The Earl of Rutherford called on his grandmother again during the afternoon of the following day. It was the afternoon of the week when she was known to be at home to callers. His return visit would therefore be less conspicuous, he thought. And realized immediately that if he believed that he was fooling no one but himself. She had known even two days before that his visit was unusually soon after his return from the country. She would know as soon as she saw him today that his interest in Jessica Moore was greater than he had tried to make it appear.
And it irritated him to know that it was so. Why should he care what happened to the woman? He was not really responsible for her. And he had given her the chance of a secure future. Two chances. She would have lived far more comfortably as his mistress than she had ever lived in her life, he would wager. And when she had refused that life, he had sent her to his grandmother. And Grandmama would not let him down. She would find something for Miss Moore.
Why should he be worried, then, worried to the point of scarcely sleeping the night before and of rushing to Berkeley Square for the second time in three days? Why should he be worried that she would not have gone to his grandmother? He fervently hoped that she had. He had an uncomfortable feeling that he was going to be roaming the streets of London, searching all the favorite haunts of prostitutes for the next several weeks if she had not.

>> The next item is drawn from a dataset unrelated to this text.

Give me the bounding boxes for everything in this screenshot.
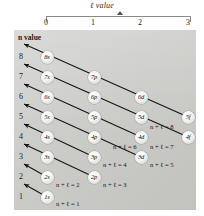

Damn that woman! Rutherford thought as he handed his greatcoat, hat, and gloves to a footman and followed the butler upstairs to his grandmother's drawing room. She had stood before him in the parlor of the Blue Peacock Inn the morning after his sleepless night, the little gray governess all over again, her eyes not once directed at anything but the floor, coolly refusing all his most charming and lordly invitations to ride with him in his carriage. It had been almost impossible to imagine, looking at her, that she was the same woman who had lain hot and aroused in his arms for all too brief and unsatisfactory a period the night before.
Damn her! He hoped she had come and that Grandmama had sent her to a remote corner of Wales or Scotland. Then he could put her out of his mind and seek out more grateful female companionship that night.

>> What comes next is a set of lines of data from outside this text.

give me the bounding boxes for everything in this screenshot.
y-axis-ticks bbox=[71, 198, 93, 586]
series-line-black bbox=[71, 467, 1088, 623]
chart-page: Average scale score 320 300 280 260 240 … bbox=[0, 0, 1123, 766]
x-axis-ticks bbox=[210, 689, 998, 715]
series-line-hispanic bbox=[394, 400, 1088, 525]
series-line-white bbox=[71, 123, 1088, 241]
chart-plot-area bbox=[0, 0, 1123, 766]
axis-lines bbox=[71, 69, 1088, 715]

"Ah, Charles, m'boy," the duchess said when he was announced, "I have been expecting you. I am in the middle of telling these ladies that I am soon to have company. Young granddaughter of one of the dearest friends of my youth. Coming for the winter. I am going to introduce her to society."

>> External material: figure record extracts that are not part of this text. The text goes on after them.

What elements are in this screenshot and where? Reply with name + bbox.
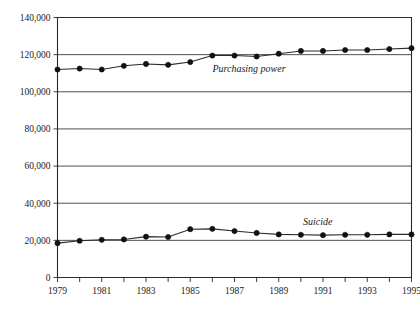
x-axis-label-1981: 1981 bbox=[92, 286, 111, 296]
data-point-1991 bbox=[320, 233, 325, 238]
data-point-1985 bbox=[188, 227, 193, 232]
data-point-1988 bbox=[254, 230, 259, 235]
data-point-1987 bbox=[232, 228, 237, 233]
data-point-1995 bbox=[409, 46, 414, 51]
y-axis-label-60000: 60,000 bbox=[24, 161, 50, 171]
x-axis-label-1989: 1989 bbox=[269, 286, 288, 296]
data-point-1988 bbox=[254, 54, 259, 59]
data-point-1989 bbox=[276, 51, 281, 56]
data-point-1983 bbox=[143, 61, 148, 66]
y-axis-label-0: 0 bbox=[46, 273, 51, 283]
x-axis-label-1993: 1993 bbox=[358, 286, 377, 296]
data-point-1992 bbox=[343, 47, 348, 52]
series-label-1: Suicide bbox=[303, 216, 333, 227]
data-point-1995 bbox=[409, 232, 414, 237]
data-point-1989 bbox=[276, 232, 281, 237]
x-axis-label-1991: 1991 bbox=[314, 286, 333, 296]
y-axis-label-40000: 40,000 bbox=[24, 199, 50, 209]
data-point-1980 bbox=[77, 66, 82, 71]
series-label-0: Purchasing power bbox=[211, 63, 285, 74]
series-suicide bbox=[55, 226, 414, 246]
x-axis-label-1985: 1985 bbox=[181, 286, 200, 296]
data-point-1991 bbox=[320, 48, 325, 53]
data-point-1986 bbox=[210, 53, 215, 58]
data-point-1982 bbox=[121, 63, 126, 68]
data-point-1985 bbox=[188, 59, 193, 64]
data-point-1981 bbox=[99, 67, 104, 72]
y-axis-label-100000: 100,000 bbox=[20, 87, 51, 97]
data-point-1993 bbox=[365, 232, 370, 237]
data-point-1983 bbox=[143, 234, 148, 239]
data-point-1993 bbox=[365, 47, 370, 52]
data-point-1984 bbox=[166, 234, 171, 239]
x-axis-label-1983: 1983 bbox=[137, 286, 156, 296]
data-point-1986 bbox=[210, 226, 215, 231]
data-point-1992 bbox=[343, 232, 348, 237]
x-axis-label-1995: 1995 bbox=[402, 286, 420, 296]
y-axis-label-120000: 120,000 bbox=[20, 50, 51, 60]
data-point-1982 bbox=[121, 237, 126, 242]
y-axis-label-80000: 80,000 bbox=[24, 124, 50, 134]
chart-figure: 020,00040,00060,00080,000100,000120,0001… bbox=[0, 0, 420, 312]
line-chart: 020,00040,00060,00080,000100,000120,0001… bbox=[0, 0, 420, 312]
data-point-1984 bbox=[166, 62, 171, 67]
x-axis-group: 197919811983198519871989199119931995 bbox=[48, 278, 420, 296]
x-axis-label-1987: 1987 bbox=[225, 286, 244, 296]
data-point-1979 bbox=[55, 241, 60, 246]
data-point-1980 bbox=[77, 238, 82, 243]
data-point-1979 bbox=[55, 67, 60, 72]
data-point-1994 bbox=[387, 232, 392, 237]
y-axis-label-140000: 140,000 bbox=[20, 13, 51, 23]
y-axis-label-20000: 20,000 bbox=[24, 236, 50, 246]
data-point-1994 bbox=[387, 46, 392, 51]
data-point-1990 bbox=[298, 48, 303, 53]
data-point-1987 bbox=[232, 53, 237, 58]
x-axis-label-1979: 1979 bbox=[48, 286, 67, 296]
data-point-1990 bbox=[298, 232, 303, 237]
data-point-1981 bbox=[99, 237, 104, 242]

"You, Grandmama?" Rutherford stared at her in some surprise, his eyebrows raised.
"Lonely in my old age," she said vaguely. "I shall enjoy it."
It was only later, when the arrival of more visitors led to less generalized conversation that she was able to add for the ears of her grandson only, "Young chit, Charles. Might make a good wife for you, m'boy. I shall expect you to show her some attention."
Rutherford pulled a face. "So far, Grandmama," he said, "I don't thoroughly approve your idea of eligible females. I am sure that with your connections you will be able to marry her off in a fortnight. Especially if her father has money. Did Miss Moore come yesterday?"
"Eh?" she said vaguely. "Oh, your gray governess, Charless. Yes, yes. I have dealt satisfactorily with that matter."
"You have found her a situation?" he asked.
"Yes, yes," she said with a dismissive wave of the hand. "Now about this gel, Charles. She will be new to society, you know. I shall be counting on you to bring her into fashion."
He grimaced. "I suppose that means dancing with her at assemblies, sitting in your box at the opera, and such like," he said. "Well, Grandmama, I suppose one favor deserves another. I shall play the gallant. But only for a few days, mind. If she is from the country, the girl is bound to be a dreadful bore."
"We shall see," the duchess said, rising to her feet and advancing on a pair of new arrivals, one hand extended graciously.